At least in C, the ## operator indeed needs two macro arguments, and
you can't just concatenate with non-arguments.
This change will most likely fix it.
CC: @bjin
Add a new parameter 'p' to gaussian filter. The new formula used
a different base taken from fmtconv plugin, so that the
new parameter is exactly same as the one used in Avisynth and
Vapoursynth.
The new default value is 2 / log(2) * 10, with the default value it
conforms to the original kernel taken from vector-agg.
Add two new options, make it possible for user to set the radius
for some of the filters with no fixed radius.
Also add three new filters with the new radius parameter supported.
If duration<0, it means the duration is unknown. Disable framedropping,
because end_time makes no sense in this case.

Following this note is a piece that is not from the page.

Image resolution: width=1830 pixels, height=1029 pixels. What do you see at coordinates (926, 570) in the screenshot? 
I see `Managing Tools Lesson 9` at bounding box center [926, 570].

Also, strictly never drop the first frame.
This fixes weird behavior with the cover-art case (for the 100th time).
So talking to a certain Intel dev, it sounded like modern VA-API drivers
are reasonable thread-safe. But apparently that is not the case. Not at
all. So add approximate locking around all vaapi API calls.
The problem appeared once we moved decoding and display to different
threads. That means the "vaapi-copy" mode was unaffected, but decoding
with vo_vaapi or vo_opengl lead to random crashes.
Untested on real Intel hardware. With the vdpau emulation, it seems to
work fine - but actually it worked fine even before this commit, because
vdpau was written and designed not by morons, but competent people
(vdpau is guaranteed to be fully thread-safe).
There is some probability that this commit doesn't fix things entirely.
One problem is that locking might not be complete. For one, libavcodec
_also_ accesses vaapi, so we have to rely on our own guesses how and
when lavc uses vaapi (since we disable multithreading when doing hw
decoding, our guess should be relatively good, but it's still a lavc
implementation detail). One other reason that this commit might not
help is Intel's amazing potential to fuckup anything that is good and
holy.
This could be used by VO implementations to report a recent vsync time
to the generic VO code, which in turn will use it and the display FPS
to estimate at which point in time the next vsync will happen.
This uses glXGetVideoSyncSGI() to check how many vsyncs happened since
the last flip_page() call. It allows checking a pattern of vsync
increments of at most 2 elements. For example, to check ~24 fps playback
on a ~60 Hz monitor, this can be used:
--vo=opengl:check-pattern=[3-2]:waitvsync
Whether the reported results are accurate or just plain wrong may depend
on the driver and if the waitvsync sub-option is used. There are no
guarantees.
This option is undocumented, and may be removed again in the near or
distant future.
For debugging (drawing fun plots with TOOLS/stats-conv.py).
Also move last_flip under the correct comment: it's not protected by the
lock, and can be accessed by the VO thread only.
Only reports the most recently entered output if the window is displayed on
2 or more outputs. Should be changed to the lowest fps of all outputs the
window is visible. Until no one complains this will have to wait.